One appointed by Google, one by Epic, one appointed by the other two. All three will be barred from private communications about any of this with any parties.

Considering this is an anti-trust suit I suspect the judge would be extremely unamused if the committee members found that "must ban NewPipe" was a reasonable requirement.


That sounds reasonable, but I doubt F-Droid can cough up the required US$1 million to pay 12 Google L7 SWEs to spend a month reviewing F-Droid once they get enough free time. I wonder if they'd require F-Droid to comply with PCI-DSS? That seems to be the trendy thing in review and certification processes, and naturally it's important for an "App Store" to have secure payments, isn't it? (Never mind that F-Droid doesn't accept payment except donations via liberapay.)


Yes, that possibility has occurred to me as well, and is potentially a reasonable compromise (depending on those requirements).


If I were designing the advanced flow, I'd require the decision to be made at phone setup time. Changing your mind later requires a factory reset.

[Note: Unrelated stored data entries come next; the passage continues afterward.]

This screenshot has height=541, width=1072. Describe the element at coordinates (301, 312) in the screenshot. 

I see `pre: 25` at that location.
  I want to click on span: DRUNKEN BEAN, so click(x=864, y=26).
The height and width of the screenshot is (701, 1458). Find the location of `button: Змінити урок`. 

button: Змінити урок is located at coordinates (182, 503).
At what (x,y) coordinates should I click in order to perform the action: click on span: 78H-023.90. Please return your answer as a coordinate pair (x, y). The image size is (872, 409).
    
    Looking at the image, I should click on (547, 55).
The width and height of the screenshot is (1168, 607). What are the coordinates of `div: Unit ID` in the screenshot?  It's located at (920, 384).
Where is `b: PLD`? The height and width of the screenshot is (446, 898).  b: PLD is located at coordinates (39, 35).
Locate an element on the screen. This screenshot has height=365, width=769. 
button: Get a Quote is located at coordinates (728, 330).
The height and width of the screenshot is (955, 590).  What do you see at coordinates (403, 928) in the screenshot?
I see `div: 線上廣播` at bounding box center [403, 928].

Real sideloaders (F-Droid users, etc.) know at setup time that that's how they'll be using their phone, so it works for them. But ordinary users who are targets for sideloading malware will become a lot less attractive if attackers must convince them to wipe their phone to complete the coercive instructions.

Aliexpress has a similar approach to protect their accounts from takeovers. If you change or forget your password, all your saved payment methods are erased. This makes the account less valuable to an attacker, at the cost of a little pain to authentic account holders.


No, that's ridiculous. If I want to send an app to someone, now they have to wipe their phone to install it? That would kill installing non-Play apps far more than Google's original proposal.


I hadn't installed a non-Play Store app for something like 5 years until this year. I don't see why I should have been forced to factory reset my phone then.


Forgive my bluntness, but I hope you are never allowed on the Android team or near any significant UX decisions on any devices or apps I use or will use.


Great, at phone setup when many people don't know anything about the implications of the choice.

And factory reset when it's impossible to backup and restore everything, or anything at all without a Google account


But wiping your phone isn't "a little pain"


> Real sideloaders (F-Droid users, etc.)

When using F-Droid, I don't think of myself as a "sideloader". I'm using an app store (F-Droid), not installing some random APKs.

(Yes, the F-Droid store app had to be "sideloaded". Once. It updates itself. If or when Google allows alternate store apps in their store app, even that would no longer be necessary.)


If F-Droid is no longer part of the android community, then neither will I.

I'm not too worried. My employer should be, though.


It all depends on how the flow is implemented.

If it's a one time unlock, eg like developer mode then hopefully it'll just work.

If it's a big long flow per install... Yikes, that's not much better than adb install


Correct me if I'm wrong but doesn't the EU digital markets act mandate this?


EU digital markets mandates that you can install apps through f-droid... but doesn't mandate that those apps don't to comply with Google's signing policy.


Isn't Apple technically complying with this even while forcing notarization? Seems like Google could get away with the same scheme.


Apple says they are. The EU says they aren't. They're fighting over it.